I’m sure he supports a balanced approach, cutting and raising revenue.
It’s simply unrealistic to believe massive deficits can be solved with merely cutting alone.
The poor didn’t get us into this mess, and starving them WILL NOT get us out.
Hard to quote your responses, but here goes:
First part was this:
Originally Posted by Ridgerunner
Well, there has been nothing in the last two and a half years for the poor; really not since the Earned Income Credit, and that was Reagan’s. There is nothing in any administration or congressional proposals for the poor either.
YOUR RESPONSE : The article was about the MN State deficit, and many programs for the poor and disabled may not get enough funding to operate. **Well, not really. At the very first part of his article, he said: “As I sit down to write this article, our state House and Senate stand ready to pass a budget for next year that the governor is sure to veto. The same kind of impasse is also being experienced in Washington, D.C., with no less willingness on the part of legislators to reach agreement on the fiscal year 2012 federal budget.” Nowhere does he limit it to Minnesota.
**
Congressman Paul Ryan came out with a plan which he feels is a "fair, effective and (most of all) realistic way to address the long-term costs of health insurance and retirement plans. But few Republicans and no Democrats endorsed it. Nobody else has a plan of any kind, other than Obamacare, which, it seems fairly certain, will raise the costs of healthcare for everybody.
RESPONSE: Fairly certain eh? Well what do you propose we do about our massively broken health care system?
The first question has to be whether it was massively broken in the first place. From 70-80% of people had health coverage before Obamacare. Even Obama admitted that Obamacare wouldn’t cover some 20%. Of the previously uninsured, some were between coverages, some just didn’t want insurance, some were illegals and, yes, some were people who COULDN’T get coverage due to preexisting conditions who, because they were not working did not have ERISA protection limiting disqualification periods to one year. (That would be most employer-based plans) What I might do to START improving it would take awhile to explain. Maybe there’s room and time, but maybe that’s another thread.
And the only plan anybody has for “raising adequate revenues” is obama’s plan to raise taxes on those making over $200,000/year and increasing capital gains and dividend taxes. A drop in the bucket when it comes to actually raising revenue, and nowhere remotely near the deficit increases he has created.
RESPONSE: So should we raise taxes on everyone then? He article was concerned with the MN State Budget, anyways.
As I mentioned above, it certainly didn’t appear he was talking about the MN budget only. I’m not suggesting that we should raise taxes on anyone. I am, however, dubious about the ability of people like Buffet and Gates to avoid taxes on millions of discretionary income by donating appreciated stock to a private foundation. But not for budgetary reasons.
How does the good Bishop propose doing any of the things he recommends?
RESPONSE: Watch your tone. He’s actually quite a conservative hard liner, but he’s realistic on the budget.
Well, you were the one who brought this up in the first place. I don’t care what his politics are. Bishops typically make very general statements about social justice and care for the poor and such, and that’s fine for them to do. But frequently people take those very general statements and try to make more of them than they are really saying. It is, however, just a bit surprising to see a “conservative hard liner” advocate for cutting the military budget, particularly while we’re in…what’s the count today? Four wars? But whatever.
…Oh, and where did I ever say we should starve the poor? If you scroll up, you’ll find that one of my complaints about the politics of budgeting is precisely that no one does anything for the truly poor, and has not for decades.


#### What is needed
Beginning with the line that holds "Decode this image" and ending with the last line of the entries, please output each line exactly, apart from any pictures.

#### Provided records
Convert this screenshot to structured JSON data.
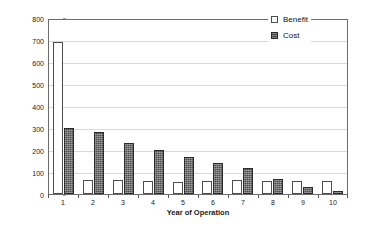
{
  "chart_data": {
    "type": "bar",
    "title": "",
    "subtitle": "",
    "xlabel": "Year of Operation",
    "ylabel": "$/kW Present Worth",
    "categories": [
      "1",
      "2",
      "3",
      "4",
      "5",
      "6",
      "7",
      "8",
      "9",
      "10"
    ],
    "series": [
      {
        "name": "Benefit",
        "values": [
          690,
          65,
          62,
          58,
          55,
          60,
          62,
          60,
          58,
          57
        ],
        "fill": "#ffffff",
        "stroke": "#4d4d4d"
      },
      {
        "name": "Cost",
        "values": [
          300,
          282,
          233,
          202,
          168,
          140,
          118,
          68,
          30,
          15
        ],
        "fill": "#4a4a4a",
        "stroke": "#2b2b2b"
      }
    ],
    "ylim": [
      0,
      800
    ],
    "ytick_values": [
      0,
      100,
      200,
      300,
      400,
      500,
      600,
      700,
      800
    ],
    "ytick_labels": [
      "0",
      "100",
      "200",
      "300",
      "400",
      "500",
      "600",
      "700",
      "800"
    ],
    "grid": true,
    "grid_axis": "y",
    "grid_color": "#d9d9d9",
    "legend": {
      "position": "top-right-inside",
      "entries": [
        {
          "label": "Benefit",
          "swatch": "hollow-square-icon"
        },
        {
          "label": "Cost",
          "swatch": "filled-square-icon"
        }
      ]
    },
    "plot_border_color": "#6b6b6b",
    "background": "#ffffff"
  }
}
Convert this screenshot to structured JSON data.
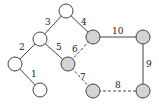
{
  "diagram": {
    "type": "graph",
    "colors": {
      "node_white": "#ffffff",
      "node_gray": "#d4d4d4",
      "stroke": "#444444"
    },
    "nodes": [
      {
        "id": "a",
        "x": 66,
        "y": 11,
        "fill": "white"
      },
      {
        "id": "b",
        "x": 40,
        "y": 39,
        "fill": "white"
      },
      {
        "id": "c",
        "x": 15,
        "y": 64,
        "fill": "white"
      },
      {
        "id": "d",
        "x": 40,
        "y": 90,
        "fill": "white"
      },
      {
        "id": "e",
        "x": 68,
        "y": 64,
        "fill": "gray"
      },
      {
        "id": "f",
        "x": 93,
        "y": 37,
        "fill": "gray"
      },
      {
        "id": "g",
        "x": 143,
        "y": 37,
        "fill": "gray"
      },
      {
        "id": "h",
        "x": 93,
        "y": 91,
        "fill": "gray"
      },
      {
        "id": "i",
        "x": 143,
        "y": 91,
        "fill": "gray"
      }
    ],
    "edges": [
      {
        "label": "1",
        "from": "c",
        "to": "d",
        "style": "solid"
      },
      {
        "label": "2",
        "from": "b",
        "to": "c",
        "style": "solid"
      },
      {
        "label": "3",
        "from": "a",
        "to": "b",
        "style": "solid"
      },
      {
        "label": "4",
        "from": "a",
        "to": "f",
        "style": "solid"
      },
      {
        "label": "5",
        "from": "b",
        "to": "e",
        "style": "solid"
      },
      {
        "label": "6",
        "from": "f",
        "to": "e",
        "style": "dashed"
      },
      {
        "label": "7",
        "from": "e",
        "to": "h",
        "style": "dashed"
      },
      {
        "label": "8",
        "from": "h",
        "to": "i",
        "style": "dashed"
      },
      {
        "label": "9",
        "from": "g",
        "to": "i",
        "style": "solid"
      },
      {
        "label": "10",
        "from": "f",
        "to": "g",
        "style": "solid"
      }
    ]
  }
}
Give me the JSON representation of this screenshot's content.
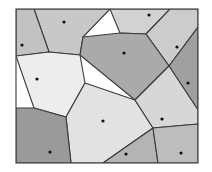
{
  "figure": {
    "frame": {
      "x": 16,
      "y": 9,
      "width": 182,
      "height": 154
    },
    "background_color": "#ffffff",
    "edge_color": "#3a3a3a",
    "frame_color": "#4a4a4a",
    "seed_color": "#111111",
    "seed_radius": 1.6
  },
  "chart_data": {
    "type": "diagram",
    "subtype": "voronoi",
    "xlabel": "",
    "ylabel": "",
    "xlim": [
      16,
      198
    ],
    "ylim": [
      9,
      163
    ],
    "grid": false,
    "legend": false,
    "site_count": 12,
    "sites": [
      {
        "id": 1,
        "label": "site-1",
        "x": 64,
        "y": 22,
        "fill": "#c8c8c8"
      },
      {
        "id": 2,
        "label": "site-2",
        "x": 149,
        "y": 15,
        "fill": "#d2d2d2"
      },
      {
        "id": 3,
        "label": "site-3",
        "x": 22,
        "y": 45,
        "fill": "#c2c2c2"
      },
      {
        "id": 4,
        "label": "site-4",
        "x": 177,
        "y": 47,
        "fill": "#cccccc"
      },
      {
        "id": 5,
        "label": "site-5",
        "x": 124,
        "y": 53,
        "fill": "#aaaaaa"
      },
      {
        "id": 6,
        "label": "site-6",
        "x": 37,
        "y": 79,
        "fill": "#ededed"
      },
      {
        "id": 7,
        "label": "site-7",
        "x": 188,
        "y": 83,
        "fill": "#a0a0a0"
      },
      {
        "id": 8,
        "label": "site-8",
        "x": 103,
        "y": 121,
        "fill": "#e2e2e2"
      },
      {
        "id": 9,
        "label": "site-9",
        "x": 162,
        "y": 119,
        "fill": "#d7d7d7"
      },
      {
        "id": 10,
        "label": "site-10",
        "x": 50,
        "y": 152,
        "fill": "#9a9a9a"
      },
      {
        "id": 11,
        "label": "site-11",
        "x": 126,
        "y": 154,
        "fill": "#b4b4b4"
      },
      {
        "id": 12,
        "label": "site-12",
        "x": 181,
        "y": 153,
        "fill": "#bdbdbd"
      }
    ],
    "cells": [
      {
        "site_id": 1,
        "label": "cell-1",
        "fill": "#c8c8c8",
        "points": "34,9 110,9 83,37 80,55 49,52"
      },
      {
        "site_id": 2,
        "label": "cell-2",
        "fill": "#d2d2d2",
        "points": "110,9 170,9 146,34 120,33"
      },
      {
        "site_id": 3,
        "label": "cell-3",
        "fill": "#c2c2c2",
        "points": "16,9 34,9 49,52 16,56"
      },
      {
        "site_id": 4,
        "label": "cell-4",
        "fill": "#cccccc",
        "points": "170,9 198,9 198,27 169,66 146,34"
      },
      {
        "site_id": 5,
        "label": "cell-5",
        "fill": "#aaaaaa",
        "points": "83,37 120,33 146,34 169,66 135,100 80,55"
      },
      {
        "site_id": 6,
        "label": "cell-6",
        "fill": "#ededed",
        "points": "16,56 49,52 80,55 85,83 66,117 34,108"
      },
      {
        "site_id": 7,
        "label": "cell-7",
        "fill": "#a0a0a0",
        "points": "198,27 198,110 169,66"
      },
      {
        "site_id": 8,
        "label": "cell-8",
        "fill": "#e2e2e2",
        "points": "85,83 135,100 153,128 103,163 71,163 66,117"
      },
      {
        "site_id": 9,
        "label": "cell-9",
        "fill": "#d7d7d7",
        "points": "135,100 169,66 198,110 198,124 153,128"
      },
      {
        "site_id": 10,
        "label": "cell-10",
        "fill": "#9a9a9a",
        "points": "16,108 34,108 66,117 71,163 16,163"
      },
      {
        "site_id": 11,
        "label": "cell-11",
        "fill": "#b4b4b4",
        "points": "103,163 153,128 158,163"
      },
      {
        "site_id": 12,
        "label": "cell-12",
        "fill": "#bdbdbd",
        "points": "153,128 198,124 198,163 158,163"
      }
    ]
  }
}
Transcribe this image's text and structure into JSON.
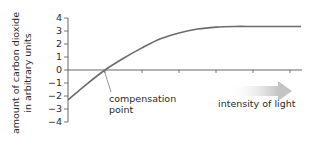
{
  "chart_data": {
    "type": "line",
    "title": "",
    "xlabel": "intensity of light",
    "ylabel": "amount of carbon dioxide in arbitrary units",
    "ylabel_lines": [
      "amount of carbon dioxide",
      "in arbitrary units"
    ],
    "yticks": [
      4,
      3,
      2,
      1,
      0,
      -1,
      -2,
      -3,
      -4
    ],
    "ytick_labels": [
      "4",
      "3",
      "2",
      "1",
      "0",
      "−1",
      "−2",
      "−3",
      "−4"
    ],
    "ylim": [
      -4,
      4
    ],
    "xticks_count": 6,
    "x_tick_labels": [],
    "grid": false,
    "series": [
      {
        "name": "CO2 uptake",
        "x": [
          0,
          0.5,
          1,
          1.5,
          2,
          2.5,
          3,
          3.5,
          4,
          4.5,
          5,
          5.5,
          6,
          6.3
        ],
        "values": [
          -2.3,
          -1.1,
          0.0,
          0.9,
          1.7,
          2.4,
          2.85,
          3.15,
          3.3,
          3.35,
          3.35,
          3.35,
          3.35,
          3.35
        ]
      }
    ],
    "annotations": [
      {
        "text": "compensation point",
        "lines": [
          "compensation",
          "point"
        ],
        "x": 1,
        "y": 0
      },
      {
        "text": "intensity of light",
        "arrow": "right"
      }
    ],
    "colors": {
      "line": "#6b6b6b",
      "axis": "#555555",
      "arrow": "#c9c9c9"
    }
  }
}
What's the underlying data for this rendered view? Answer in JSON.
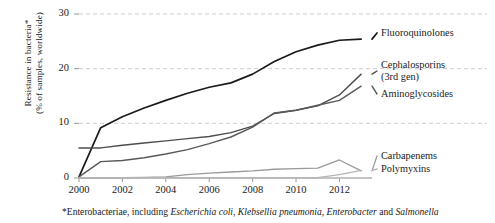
{
  "chart_data": {
    "type": "line",
    "title": "",
    "xlabel": "",
    "ylabel": "Resistance in bacteria*\n(% of samples, worldwide)",
    "ylabel_line1": "Resistance in bacteria*",
    "ylabel_line2": "(% of samples, worldwide)",
    "xlim": [
      2000,
      2013.5
    ],
    "ylim": [
      0,
      30
    ],
    "yticks": [
      0,
      10,
      20,
      30
    ],
    "xticks": [
      2000,
      2002,
      2004,
      2006,
      2008,
      2010,
      2012
    ],
    "xtick_labels": [
      "2000",
      "2002",
      "2004",
      "2006",
      "2008",
      "2010",
      "2012"
    ],
    "ytick_labels": [
      "0",
      "10",
      "20",
      "30"
    ],
    "grid": "horizontal-dashed",
    "legend_position": "right-inline",
    "x": [
      2000,
      2001,
      2002,
      2003,
      2004,
      2005,
      2006,
      2007,
      2008,
      2009,
      2010,
      2011,
      2012,
      2013
    ],
    "series": [
      {
        "name": "Fluoroquinolones",
        "color": "#1a1a1a",
        "width": 1.7,
        "values": [
          0.2,
          9.2,
          11.2,
          12.8,
          14.2,
          15.5,
          16.6,
          17.4,
          19.0,
          21.3,
          23.1,
          24.3,
          25.2,
          25.4
        ],
        "label_x": 2013.8,
        "label_y": 25.4
      },
      {
        "name": "Cephalosporins (3rd gen)",
        "color": "#4d4d4d",
        "width": 1.4,
        "values": [
          5.5,
          5.5,
          6.0,
          6.4,
          6.8,
          7.2,
          7.6,
          8.3,
          9.5,
          11.8,
          12.4,
          13.2,
          15.2,
          19.0
        ],
        "label_line1": "Cephalosporins",
        "label_line2": "(3rd gen)",
        "label_x": 2013.8,
        "label_y": 19.8
      },
      {
        "name": "Aminoglycosides",
        "color": "#595959",
        "width": 1.4,
        "values": [
          0.2,
          3.0,
          3.2,
          3.7,
          4.4,
          5.2,
          6.3,
          7.5,
          9.3,
          11.9,
          12.4,
          13.3,
          14.2,
          16.8
        ],
        "label_x": 2013.8,
        "label_y": 15.6
      },
      {
        "name": "Carbapenems",
        "color": "#9a9a9a",
        "width": 1.3,
        "values": [
          0.05,
          0.05,
          0.05,
          0.1,
          0.2,
          0.6,
          0.9,
          1.1,
          1.3,
          1.6,
          1.7,
          1.8,
          3.3,
          1.3
        ],
        "label_x": 2013.8,
        "label_y": 3.0
      },
      {
        "name": "Polymyxins",
        "color": "#b5b5b5",
        "width": 1.3,
        "values": [
          0.05,
          0.05,
          0.05,
          0.05,
          0.05,
          0.05,
          0.05,
          0.05,
          0.05,
          0.05,
          0.05,
          0.05,
          0.6,
          1.4
        ],
        "label_x": 2013.8,
        "label_y": 0.9
      }
    ],
    "footnote": {
      "prefix": "*Enterobacteriae, including ",
      "italic_1": "Escherichia coli",
      "sep_1": ", ",
      "italic_2": "Klebsellia pneumonia",
      "sep_2": ", ",
      "italic_3": "Enterobacter",
      "sep_3": " and ",
      "italic_4": "Salmonella"
    }
  }
}
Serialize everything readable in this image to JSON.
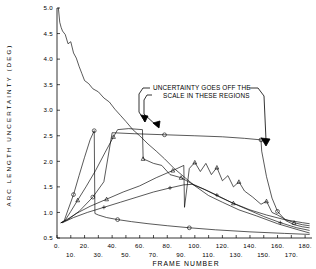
{
  "chart_data": {
    "type": "line",
    "title": "",
    "xlabel": "FRAME NUMBER",
    "ylabel": "ARC LENGTH UNCERTAINTY (DEG)",
    "xlim": [
      0,
      185
    ],
    "ylim": [
      0.5,
      5.0
    ],
    "ytick_step": 0.5,
    "xtick_step": 10,
    "grid": false,
    "legend": "none",
    "yticks": [
      "5.0",
      "4.5",
      "4.0",
      "3.5",
      "3.0",
      "2.5",
      "2.0",
      "1.5",
      "1.0",
      "0.5"
    ],
    "xticks_upper": [
      "0.",
      "20.",
      "40.",
      "60.",
      "80.",
      "100.",
      "120.",
      "140.",
      "160.",
      "180."
    ],
    "xticks_lower": [
      "10.",
      "30.",
      "50.",
      "70.",
      "90.",
      "110.",
      "130.",
      "150.",
      "170."
    ],
    "annotations": [
      {
        "text_line1": "UNCERTAINTY GOES OFF THE",
        "text_line2": "SCALE IN THESE REGIONS",
        "arrow_targets": 3
      }
    ],
    "series": [
      {
        "name": "noisy-decay",
        "marker": "none",
        "note": "Starts at 5.0 near frame 0, noisy monotonic decline through 3.5 near frame 35, crossing 2.5 near frame 62, reaching about 0.95 by frame 140 and flattening near 0.6 by frame 180.",
        "x": [
          1,
          2,
          3,
          4,
          6,
          8,
          10,
          12,
          14,
          16,
          18,
          20,
          23,
          26,
          30,
          34,
          38,
          42,
          46,
          50,
          55,
          60,
          66,
          72,
          78,
          85,
          92,
          100,
          110,
          120,
          132,
          145,
          160,
          175,
          183
        ],
        "y": [
          5.0,
          4.72,
          4.62,
          4.55,
          4.48,
          4.3,
          4.34,
          4.12,
          4.02,
          3.86,
          3.72,
          3.58,
          3.52,
          3.42,
          3.36,
          3.24,
          3.16,
          3.02,
          2.9,
          2.78,
          2.62,
          2.5,
          2.34,
          2.2,
          2.05,
          1.86,
          1.7,
          1.52,
          1.33,
          1.2,
          1.05,
          0.93,
          0.78,
          0.66,
          0.6
        ]
      },
      {
        "name": "spike-early",
        "marker": "circle",
        "note": "Rises from 0.8 at frame 5 very steeply to 2.6 at frame 27, drops vertically back to about 0.95, then decays.",
        "x": [
          3,
          5,
          8,
          12,
          16,
          20,
          24,
          27,
          27.5,
          30,
          36,
          44,
          54,
          66,
          80,
          96,
          115,
          140,
          165,
          183
        ],
        "y": [
          0.8,
          0.82,
          1.05,
          1.35,
          1.72,
          2.08,
          2.42,
          2.6,
          0.98,
          0.95,
          0.9,
          0.86,
          0.82,
          0.78,
          0.74,
          0.7,
          0.66,
          0.62,
          0.59,
          0.57
        ]
      },
      {
        "name": "spike-mid",
        "marker": "triangle",
        "note": "Rises from 0.8 at frame 5 to a flat top near 2.65 between frames 44 and 62, then falls vertically to 2.05 and continues a ragged decline.",
        "x": [
          3,
          6,
          10,
          15,
          21,
          28,
          35,
          41,
          44,
          52,
          62,
          62.5,
          70,
          76,
          82,
          90,
          98,
          108,
          118,
          128,
          140,
          152,
          165,
          178,
          183
        ],
        "y": [
          0.8,
          0.85,
          1.02,
          1.24,
          1.5,
          1.82,
          2.18,
          2.48,
          2.62,
          2.64,
          2.62,
          2.05,
          1.96,
          1.92,
          1.74,
          1.68,
          1.56,
          1.44,
          1.3,
          1.18,
          1.05,
          0.95,
          0.86,
          0.8,
          0.78
        ]
      },
      {
        "name": "plateau-late",
        "marker": "circle",
        "note": "Slow straight rise from 0.8 to a long plateau at 2.55 spanning frames 40 to 148, then falls vertically to 2.2 and decays steeply toward 0.7.",
        "x": [
          3,
          8,
          16,
          26,
          34,
          40,
          56,
          78,
          100,
          120,
          136,
          148,
          148.5,
          152,
          156,
          160,
          166,
          172,
          178,
          183
        ],
        "y": [
          0.8,
          0.86,
          1.02,
          1.3,
          1.6,
          2.56,
          2.54,
          2.52,
          2.5,
          2.48,
          2.45,
          2.42,
          2.2,
          1.7,
          1.28,
          1.02,
          0.84,
          0.76,
          0.72,
          0.7
        ]
      },
      {
        "name": "ragged-peak",
        "marker": "triangle",
        "note": "Broad ragged mountain peaking near 2.0 around frames 98 to 118 with saw-tooth structure, declining on both sides; includes a sharp downward notch near frame 92.",
        "x": [
          6,
          14,
          24,
          36,
          48,
          60,
          72,
          84,
          92,
          92.5,
          96,
          100,
          104,
          108,
          112,
          116,
          120,
          124,
          128,
          132,
          136,
          142,
          148,
          152,
          156,
          160,
          166,
          172,
          178,
          183
        ],
        "y": [
          0.84,
          0.98,
          1.12,
          1.26,
          1.4,
          1.52,
          1.68,
          1.82,
          1.92,
          1.1,
          1.86,
          1.98,
          1.8,
          1.96,
          1.74,
          1.88,
          1.62,
          1.72,
          1.5,
          1.6,
          1.42,
          1.3,
          1.16,
          1.22,
          1.0,
          0.95,
          0.86,
          0.8,
          0.76,
          0.74
        ]
      },
      {
        "name": "low-riser",
        "marker": "plus",
        "note": "Low gradual rise from 0.8 to about 1.55 near frame 98, then steady decline to 0.62.",
        "x": [
          4,
          12,
          22,
          34,
          46,
          58,
          70,
          82,
          92,
          98,
          106,
          116,
          126,
          138,
          150,
          162,
          174,
          183
        ],
        "y": [
          0.8,
          0.9,
          1.0,
          1.1,
          1.2,
          1.3,
          1.4,
          1.48,
          1.54,
          1.55,
          1.46,
          1.34,
          1.2,
          1.06,
          0.92,
          0.8,
          0.7,
          0.65
        ]
      }
    ]
  }
}
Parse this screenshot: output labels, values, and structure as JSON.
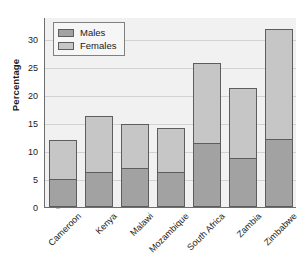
{
  "chart_data": {
    "type": "bar",
    "subtype": "stacked-bar",
    "title": "",
    "xlabel": "",
    "ylabel": "Percentage",
    "categories": [
      "Cameroon",
      "Kenya",
      "Malawi",
      "Mozambique",
      "South Africa",
      "Zambia",
      "Zimbabwe"
    ],
    "series": [
      {
        "name": "Males",
        "values": [
          5.0,
          6.2,
          6.9,
          6.2,
          11.5,
          8.8,
          12.2
        ],
        "color": "#a2a2a2"
      },
      {
        "name": "Females",
        "values": [
          7.2,
          10.3,
          8.2,
          8.1,
          14.4,
          12.7,
          19.8
        ],
        "color": "#c6c6c6"
      }
    ],
    "totals": [
      12.2,
      16.5,
      15.1,
      14.3,
      25.9,
      21.5,
      32.0
    ],
    "ylim": [
      0,
      34
    ],
    "yticks": [
      0,
      5,
      10,
      15,
      20,
      25,
      30
    ],
    "ytick_labels": [
      "0",
      "5",
      "10",
      "15",
      "20",
      "25",
      "30"
    ],
    "grid": true,
    "legend_position": "upper-left",
    "legend_entries": [
      "Males",
      "Females"
    ],
    "plot_background": "#f1f1f1",
    "gridline_color": "#d2d2d2",
    "axis_color": "#6e6e6e"
  }
}
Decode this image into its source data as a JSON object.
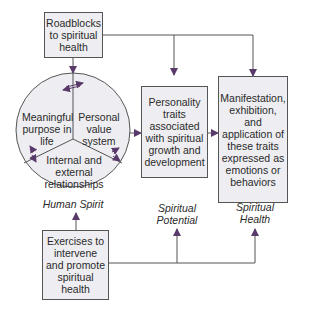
{
  "diagram": {
    "boxes": {
      "roadblocks": "Roadblocks to spiritual health",
      "personality": "Personality traits associated with spiritual growth and development",
      "manifestation": "Manifestation, exhibition, and application of these traits expressed as emotions or behaviors",
      "exercises": "Exercises to intervene and promote spiritual health"
    },
    "circle_sectors": {
      "meaningful": "Meaningful purpose in life",
      "personal": "Personal value system",
      "relationships": "Internal and external relationships"
    },
    "labels": {
      "human_spirit": "Human Spirit",
      "spiritual_potential": "Spiritual Potential",
      "spiritual_health": "Spiritual Health"
    },
    "colors": {
      "box_fill": "#eeeef2",
      "line": "#555555",
      "arrow": "#5a3a6a"
    }
  }
}
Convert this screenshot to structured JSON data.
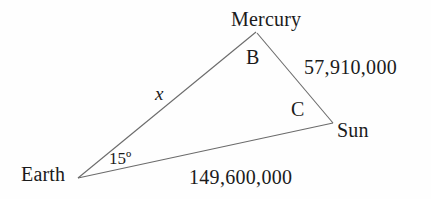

#### Exercise result
Decode this image into its source data as a JSON object.
{
  "diagram": {
    "boxes": {
      "roadblocks": "Roadblocks to spiritual health",
      "personality": "Personality traits associated with spiritual growth and development",
      "manifestation": "Manifestation, exhibition, and application of these traits expressed as emotions or behaviors",
      "exercises": "Exercises to intervene and promote spiritual health"
    },
    "circle_sectors": {
      "meaningful": "Meaningful purpose in life",
      "personal": "Personal value system",
      "relationships": "Internal and external relationships"
    },
    "labels": {
      "human_spirit": "Human Spirit",
      "spiritual_potential": "Spiritual Potential",
      "spiritual_health": "Spiritual Health"
    },
    "colors": {
      "box_fill": "#eeeef2",
      "line": "#555555",
      "arrow": "#5a3a6a"
    }
  }
}
Convert this screenshot to structured JSON data.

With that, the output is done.